Everything Announced at Google I/O 2026: Gemini, Search, Smart Glasses

WIRED

Google is sprucing up its Gemini models, revamping search, and enabling AI agents in everything. There are also some spiffy new smart glasses coming this fall. Google just wrapped its keynote address at its annual I/O developer event . The company showed off a swath of new agentic AI features and some demos of its upcoming Android-powered smart glasses. As it has in the past few years, the spectacle largely revolved around Google's perpetual stream of AI efforts.


Meta Employees Are Scrambling to Use Up Benefits Ahead of Layoffs

WIRED

On the eve of about 8,000 jobs being cut, employees are cashing in on headphone stipends and other perks while they still can. Ahead of Meta's latest round of mass layoffs tomorrow, some employees are deserting offices, abandoning their work, and loading up on perks they might soon lose, several people at the company tell WIRED. Two employees describe a widespread rush to use up an annual $2,000 flexible benefit, which can cover a variety of expenses including health and wellness activities. A separate triennial credit of $200 toward the purchase of audio gear has led to a scramble to purchase Apple AirPods and other headphones. Another source says Meta offices have been largely empty this week, as people prioritize polishing their résumés and gather offsite to commiserate with friends for what may be their final time as colleagues.


Google's Response to OpenClaw's 24/7 AI Agent

WIRED

Google's always-running, data-hungry AI agent is designed to spend your money and send your emails. Gemini Spark is Google's take on a steroided-out assistant agent that knows everything about you, announced as part of the company's updates to its Gemini chatbot app at this year's I/O developer conference . Software companies have been talking up AI agents for some time now, but I wasn't impressed until I tried Anthropic's Claude Cowork in January. I sat back as the bot organized the scattered screenshots littering my desktop into labeled folders without a single click, and felt convinced that this might be a turning point for how people interact with their computers. Many other early adopters in San Francisco experienced similar moments when they set up the mega-viral OpenClaw bot earlier this year, not just to help complete a few tasks but to run their whole online lives.
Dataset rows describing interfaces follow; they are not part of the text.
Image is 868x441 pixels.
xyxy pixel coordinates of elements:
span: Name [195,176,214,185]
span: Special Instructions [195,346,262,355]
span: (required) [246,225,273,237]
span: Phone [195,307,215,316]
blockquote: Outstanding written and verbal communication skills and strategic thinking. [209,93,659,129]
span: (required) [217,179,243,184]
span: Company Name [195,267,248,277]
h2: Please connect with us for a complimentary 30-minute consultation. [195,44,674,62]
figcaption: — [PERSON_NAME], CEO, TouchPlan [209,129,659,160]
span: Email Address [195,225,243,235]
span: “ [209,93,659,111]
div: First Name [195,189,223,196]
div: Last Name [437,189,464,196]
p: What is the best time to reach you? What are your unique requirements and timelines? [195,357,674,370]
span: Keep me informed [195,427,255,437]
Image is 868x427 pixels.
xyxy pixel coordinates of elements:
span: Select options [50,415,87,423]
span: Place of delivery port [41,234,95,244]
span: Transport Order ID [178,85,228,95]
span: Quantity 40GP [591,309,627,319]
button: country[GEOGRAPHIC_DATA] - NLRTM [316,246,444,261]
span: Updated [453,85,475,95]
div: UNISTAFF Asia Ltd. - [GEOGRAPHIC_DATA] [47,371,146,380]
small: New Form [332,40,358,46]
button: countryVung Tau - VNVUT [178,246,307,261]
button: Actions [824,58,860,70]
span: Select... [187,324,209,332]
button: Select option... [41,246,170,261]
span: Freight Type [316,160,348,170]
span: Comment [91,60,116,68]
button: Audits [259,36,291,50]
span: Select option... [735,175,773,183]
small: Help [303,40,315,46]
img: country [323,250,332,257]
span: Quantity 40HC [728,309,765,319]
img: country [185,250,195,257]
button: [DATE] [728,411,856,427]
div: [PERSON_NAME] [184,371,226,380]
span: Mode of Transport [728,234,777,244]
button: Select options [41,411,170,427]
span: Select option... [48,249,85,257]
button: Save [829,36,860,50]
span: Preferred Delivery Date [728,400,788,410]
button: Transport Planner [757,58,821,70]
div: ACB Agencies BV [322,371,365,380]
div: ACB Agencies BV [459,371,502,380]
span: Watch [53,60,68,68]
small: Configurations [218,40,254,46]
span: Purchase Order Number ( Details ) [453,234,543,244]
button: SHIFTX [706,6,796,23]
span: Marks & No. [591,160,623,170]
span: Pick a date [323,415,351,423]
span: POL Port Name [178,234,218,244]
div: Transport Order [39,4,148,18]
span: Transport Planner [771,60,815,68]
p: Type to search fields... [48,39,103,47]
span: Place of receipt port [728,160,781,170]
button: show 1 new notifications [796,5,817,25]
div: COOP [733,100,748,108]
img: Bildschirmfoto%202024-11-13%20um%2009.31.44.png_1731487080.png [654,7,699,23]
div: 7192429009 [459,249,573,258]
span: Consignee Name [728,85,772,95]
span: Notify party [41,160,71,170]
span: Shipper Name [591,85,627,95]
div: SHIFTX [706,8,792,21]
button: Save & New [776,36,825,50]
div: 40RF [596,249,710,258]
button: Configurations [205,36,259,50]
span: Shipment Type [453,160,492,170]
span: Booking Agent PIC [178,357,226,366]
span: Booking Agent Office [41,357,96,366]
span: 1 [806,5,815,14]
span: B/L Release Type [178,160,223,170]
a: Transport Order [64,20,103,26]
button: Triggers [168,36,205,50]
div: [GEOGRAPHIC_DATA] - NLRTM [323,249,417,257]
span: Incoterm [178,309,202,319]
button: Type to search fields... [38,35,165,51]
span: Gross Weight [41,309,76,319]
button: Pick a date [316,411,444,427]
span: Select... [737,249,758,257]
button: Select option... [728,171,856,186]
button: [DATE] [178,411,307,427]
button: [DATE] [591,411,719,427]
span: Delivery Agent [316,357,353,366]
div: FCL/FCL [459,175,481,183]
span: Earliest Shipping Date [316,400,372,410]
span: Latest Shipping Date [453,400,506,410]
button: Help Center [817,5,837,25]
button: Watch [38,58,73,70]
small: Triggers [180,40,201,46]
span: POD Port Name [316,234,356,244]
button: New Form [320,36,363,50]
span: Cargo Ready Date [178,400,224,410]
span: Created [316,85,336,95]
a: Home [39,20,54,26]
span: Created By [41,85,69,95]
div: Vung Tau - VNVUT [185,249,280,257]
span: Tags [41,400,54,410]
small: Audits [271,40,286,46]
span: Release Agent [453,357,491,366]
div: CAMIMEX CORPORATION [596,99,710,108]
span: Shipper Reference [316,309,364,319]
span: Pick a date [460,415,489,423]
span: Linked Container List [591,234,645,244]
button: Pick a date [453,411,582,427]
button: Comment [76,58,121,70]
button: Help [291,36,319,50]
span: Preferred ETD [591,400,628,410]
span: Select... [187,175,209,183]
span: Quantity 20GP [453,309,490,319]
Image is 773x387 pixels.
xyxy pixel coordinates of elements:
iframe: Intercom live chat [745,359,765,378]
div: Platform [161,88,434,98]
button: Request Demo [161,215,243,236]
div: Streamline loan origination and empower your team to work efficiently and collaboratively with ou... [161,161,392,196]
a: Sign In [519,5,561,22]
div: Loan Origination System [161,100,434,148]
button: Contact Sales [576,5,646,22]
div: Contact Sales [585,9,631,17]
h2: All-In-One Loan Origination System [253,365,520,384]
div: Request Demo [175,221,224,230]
Google Search Goes Agentic--and Doesn't Need You Anymore

WIRED

Instead of clicking on a bunch of random website links, I was reading an AI summary positioned at the top of my search results and sometimes clicking through to double-check the accuracy of the output. The next evolution of Search that Google is building asks for even less active participation from users. You're really the most involved at the start of the journey, and that's it. You tell the agents what you want to know, and they do the clicking and even calling on your behalf. Rather than you going off on some online adventure, it's the agent that's hoovering up anything it can find and bouncing between different sites.